Grace slowed at the edge of the stage. It looked harmless in the late afternoon light, all tinsel and plywood. The snow here had melted into slush, probably from the cluster of floodlights aimed upward at the tree’s topmost star. Her shoes left crescents in the packed ice as she circled around, eyes sweeping for hoses, buckets, anything that might leak. The extension cords looked new, orange and still unscuffed, taped at the joints. She followed them to the nearest junction box. It was latched shut, but when she ran her glove along the seam, she felt a pulse behind her ribs, a brief flicker of static.

“Find anything?” a voice said behind her.

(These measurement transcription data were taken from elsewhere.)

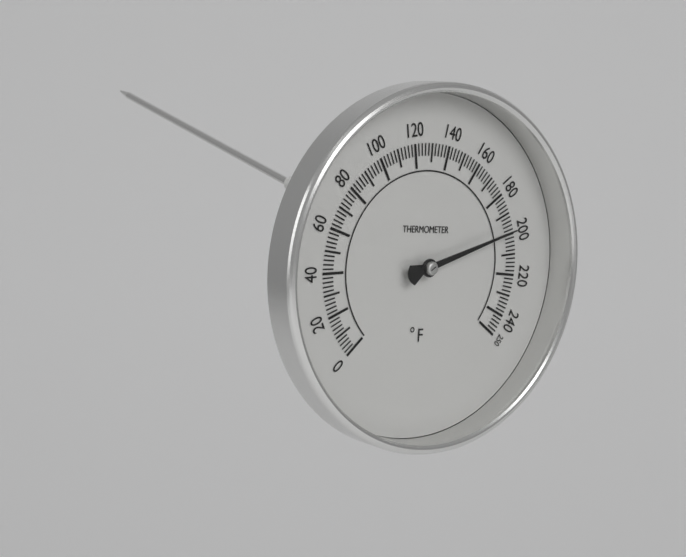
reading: 198 °F
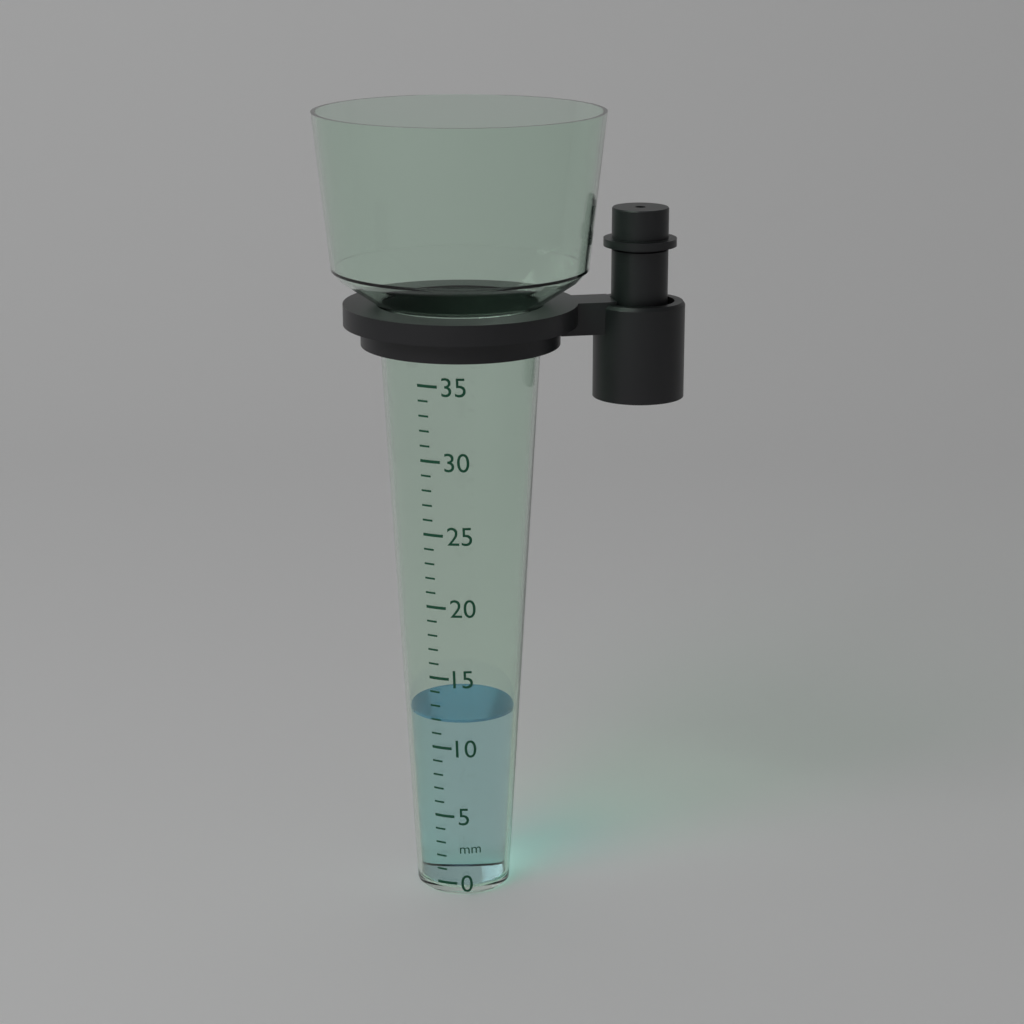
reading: 12 mm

She jumped and whirled. Bryant stood with his hands tucked behind his duty belt, radio clipped to his shoulder, gaze even as ever. In uniform, he looked both larger and more tightly wound, as if the badge forced all his uncertainty behind Kevlar and starch.

Grace shook her head. “It looks fine. But it’s too clean, you know? Like someone made it look perfect.”

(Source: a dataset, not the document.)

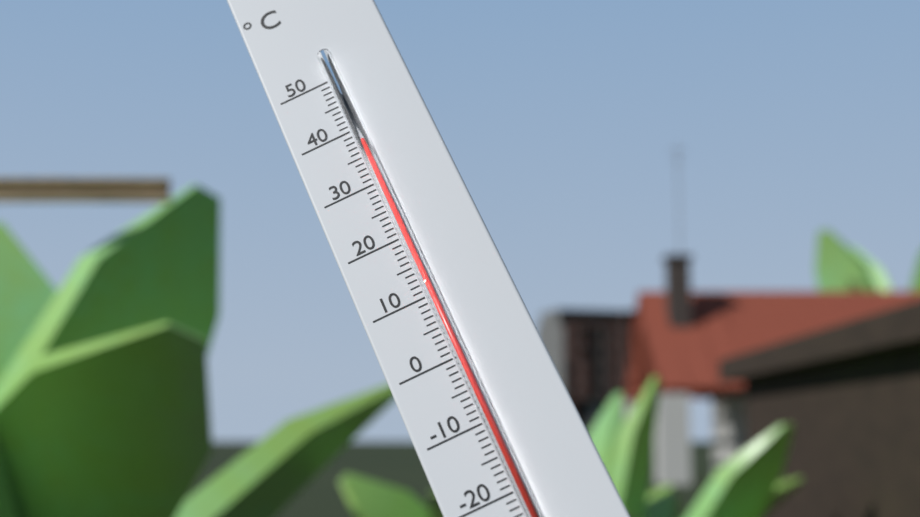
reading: 37 °C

Bryant squinted at the cord, then at her. “Maintenance did a full check before noon. Nothing out of the ordinary. They even swapped in new power strips.”

She scanned his face for doubt, for the edge of skepticism she’d sometimes caught when she talked about her visions. There was none now. Just a measured worry, maybe more personal than professional.

Bryant’s radio chirped. He squeezed the button. “Paulsen here.” The dispatcher’s voice spilled out, brisk and unremarkable—another round of volunteers arriving, the mayor’s wife asking about parking. Bryant acknowledged each and unclipped the radio, turning it down.

“I get why you’re spooked,” he said, voice lower now. “But I promise, we’re watching every angle. I’ve got officers on every corner.”

She heard thebutin his tone before he said it.

“I don’t know,” she said, hands in her own pockets, wishing for a distraction. “I just feel like something’s waiting for us to relax.”

Bryant took a slow breath, and for a second his jaw worked like he wanted to say more. Instead, he turned back to the cord, bent down, and tugged gently at the connection. When nothing sparked, he made a show of sniffing the outlet.

“No ozone,” he said. “I’d rather look paranoid than risk people getting hurt.” His voice had a gravity that made her look up. His eyes, the color of new pine needles in snowmelt, found hers.

Grace let herself believe him for a moment.

He straightened and stepped subtly to her side. Not in front of her, not overtly shielding, but enough that if something happened, she’d be behind his line of defense.